Jock then pissed on the rear passenger wheel. He believed it was legal. Trevor and Pina climbed into the heady stench of fish guts, sweat and burley.

“Got a dollar?” quizzed Jock.

Pina and Trevor fossicked through their pockets, a kneejerk reaction, in vain, while Jock cackled through yellow-teeth drool. “Dollar, where are you?”             

Dollar licked Trevor’s neck. He felt like puking.

“Dollar’s me blue heeler. Beauty, isn’t she? True. I’m never short of a dollar,” rattled Jock.  “A lift requires a favour. Lassie, could you oblige an old bloke, for something in return?”

Pina’s disgust rose like sour milk rising to the surface of that long-awaited coffee.

Her curdled response: “Not sure I want to.”

“This could be your lucky day. True. Dad can come, too.”

“She is not my daughter!” blurted Trevor. “I have to be at a clients’ lunch at the Karratha International in 20 minutes. Can you drop me there?” Trevor was blunt, corrosive even. Pina’s 22 per cent doubt in Trevor’s scheme doubled four times.

“Almost there. Lassie, will you come meet me lawyer at Lotteries House?” queried Jock. Pina waited. The words hung. Longer. They arrived at the hotel.

“Thanks, Jock,” said Trevor. See you at the lunch, Pina.”

“Yeah, maybe Trevor. Sorry about all this,” apologised Pina.

In unison with the thud of the Cruiser door, Pina turned to Jock and demanded, “What’s this about?”

“I’ve never been short of a dollar or two, lassie. True. I made a little bet with meself to give all me things to the next person I ran into. You won – so I’m leaving you all me money. Dollar as well. She needs looking after. I’m close to becoming red dirt. Dead in the end you know. True.” Jock grinned.

“Oh. Really?” Pina was shocked, expecting sleaze.

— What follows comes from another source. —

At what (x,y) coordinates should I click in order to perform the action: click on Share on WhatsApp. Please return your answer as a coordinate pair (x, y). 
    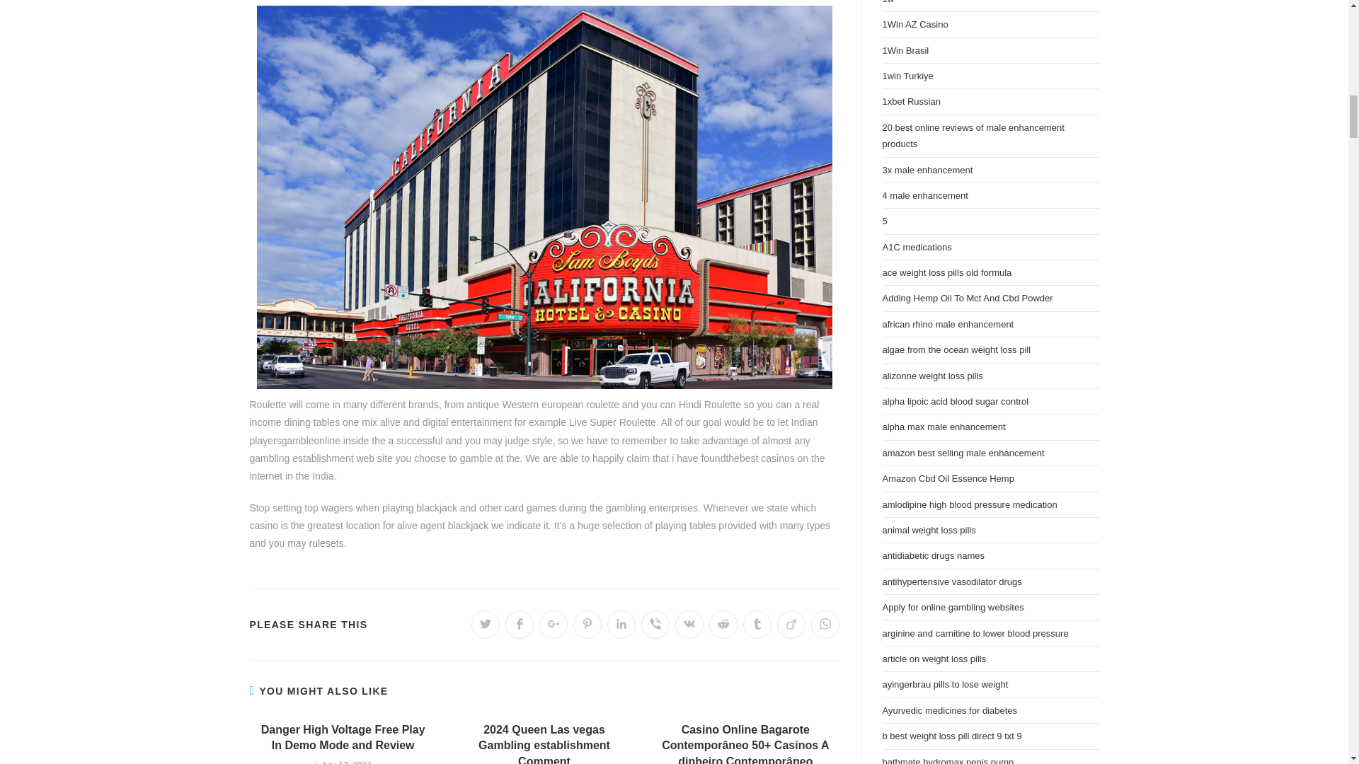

“Look after Dollar for me.” Jock’s words cremated as they left his dry mouth and merged with the Pilbara heat.

“True,” he murmured softly.

About our MiNDFOOD Short Story author: Marie-Louise Anastas

In 1977, Anastas had her first piece published in the school yearbook. She studied urban planning at university, married a musician and moved between Perth and Karratha for the next couple of decades. She began writing song lyrics in 1993. Anastas’ one-act play, Love in the Classifieds, was performed by Black Swan Theatre Company. In 2002, she won the Pilbara Literacy prize for poetry.